From Adaora A. Adimora, MD, MPH, FACP, FIDSA, professor of Medicine at The University of North Carolina at Chapel Hill and vice chair of the HIV Medicine Association in Arlington, Va.:
As a physician who cares for uninsured patients, I see a North Carolina decision to participate in the federally supported Medicaid expansion as an easy one. It’s a chance to keep my patients and our state healthier. But the reasons go well beyond better health for my patients and our state’s working poor. Sadly, it is looking more certain that politics will trump good policy and hope for better access to health care for North Carolina’s 1.5 million uninsured residents.
We rank 38th in the nation in terms of health outcomes, including mortality rates and other measures, like how many adults have diabetes. We’re 12th highest in the number of people diagnosed with AIDS, a condition now preventable if patients are diagnosed early and have access to care and treatment available through programs like Medicaid.
Expanding Medicaid coverage to low-income adults trying to get by on less than $15,000 a year will mean greater access to lifesaving medical care for nearly half a million North Carolina residents who need it but cannot afford it today. The federal government will even pick up most of the tab, covering 100 percent of the cost of the expansion for the first three fiscal years, declining to 90 percent in future years.
The upside doesn’t end there. Over the next eight years, the state would see a net savings of $65 million from the Medicaid expansion, the North Carolina Institute of Medicine estimates. The expansion would help generate an additional $1.3 billion to $1.7 billion in the state’s gross domestic product each year, according to economic modeling commissioned by North Carolina’s Department of Health and Human Services.
As many as 25,000 new jobs would be created in the state by 2016 as a result of expanding Medicaid, the economic analysis also found. In a place still hard hit by the economic downturn, where the 9.2 unemployment rate statewide ranks third-highest in the country, it would be foolhardy to walk away from these potential job gains.
In my practice, I treat patients with infectious diseases, including those infected with HIV. I see firsthand the struggles many of them face because they cannot afford or do not qualify for health insurance. Too many don’t receive the care they need until they are seriously ill when treatment is less effective. Their lives are often needlessly shorter and hospital bills higher than if they had the regular access to care that Medicaid provides.
North Carolina has a historic opportunity to break this cycle and expand health coverage to my patients and many other fellow North Carolina residents without access to the basic health care that many of us take for granted. Twenty-four states, led by governors from both political parties, have signed up so far. It makes good fiscal sense, too, offering savings for the state’s tight budget, greater economic growth and new jobs statewide.
The math and the implications for the state’s health – physical and financial – are clear. We can afford to expand Medicaid in North Carolina. In fact, we can’t afford not to. The governor and the General Assembly should reconsider the data and reverse the unhealthy and costly decisions they are making for North Carolina.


DESCRIPTION OF THE TASK: Only a number is wanted: how many lines in these records contain the word "Solicitudes"?

DATASET RECORDS:
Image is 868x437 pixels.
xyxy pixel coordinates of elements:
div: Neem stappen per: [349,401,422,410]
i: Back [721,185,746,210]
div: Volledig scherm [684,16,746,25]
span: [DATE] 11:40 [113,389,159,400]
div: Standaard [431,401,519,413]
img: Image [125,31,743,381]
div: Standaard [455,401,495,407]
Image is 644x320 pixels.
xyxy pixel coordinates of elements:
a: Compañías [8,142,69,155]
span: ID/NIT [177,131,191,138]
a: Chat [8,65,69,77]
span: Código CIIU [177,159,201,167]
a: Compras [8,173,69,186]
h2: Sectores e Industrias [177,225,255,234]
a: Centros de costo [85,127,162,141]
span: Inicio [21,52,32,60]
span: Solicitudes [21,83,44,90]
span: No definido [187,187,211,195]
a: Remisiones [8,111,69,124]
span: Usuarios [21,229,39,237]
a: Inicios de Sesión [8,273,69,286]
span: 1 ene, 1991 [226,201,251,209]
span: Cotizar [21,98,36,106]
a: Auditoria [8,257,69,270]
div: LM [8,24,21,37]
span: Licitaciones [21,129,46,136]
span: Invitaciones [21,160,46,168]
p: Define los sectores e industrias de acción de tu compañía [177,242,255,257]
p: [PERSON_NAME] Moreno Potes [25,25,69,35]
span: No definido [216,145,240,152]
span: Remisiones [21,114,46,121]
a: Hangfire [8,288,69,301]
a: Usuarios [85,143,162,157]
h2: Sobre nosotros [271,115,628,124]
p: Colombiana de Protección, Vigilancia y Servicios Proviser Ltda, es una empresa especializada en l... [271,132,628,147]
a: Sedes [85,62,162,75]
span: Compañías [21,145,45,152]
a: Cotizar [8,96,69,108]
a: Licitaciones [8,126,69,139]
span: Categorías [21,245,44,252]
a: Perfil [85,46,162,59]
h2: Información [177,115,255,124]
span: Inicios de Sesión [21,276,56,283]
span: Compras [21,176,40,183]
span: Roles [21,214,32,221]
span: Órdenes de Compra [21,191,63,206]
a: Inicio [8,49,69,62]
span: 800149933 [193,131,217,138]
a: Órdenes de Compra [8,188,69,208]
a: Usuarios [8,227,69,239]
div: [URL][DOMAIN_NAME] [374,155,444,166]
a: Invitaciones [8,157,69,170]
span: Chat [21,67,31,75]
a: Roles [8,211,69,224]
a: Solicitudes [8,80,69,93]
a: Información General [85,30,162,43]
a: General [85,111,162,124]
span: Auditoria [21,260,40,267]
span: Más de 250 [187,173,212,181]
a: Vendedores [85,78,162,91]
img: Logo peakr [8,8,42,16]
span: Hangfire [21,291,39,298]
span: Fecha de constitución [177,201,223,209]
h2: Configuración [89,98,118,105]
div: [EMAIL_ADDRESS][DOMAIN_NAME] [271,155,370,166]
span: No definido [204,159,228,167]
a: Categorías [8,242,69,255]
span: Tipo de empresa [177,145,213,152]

RESPONSE AREA: 2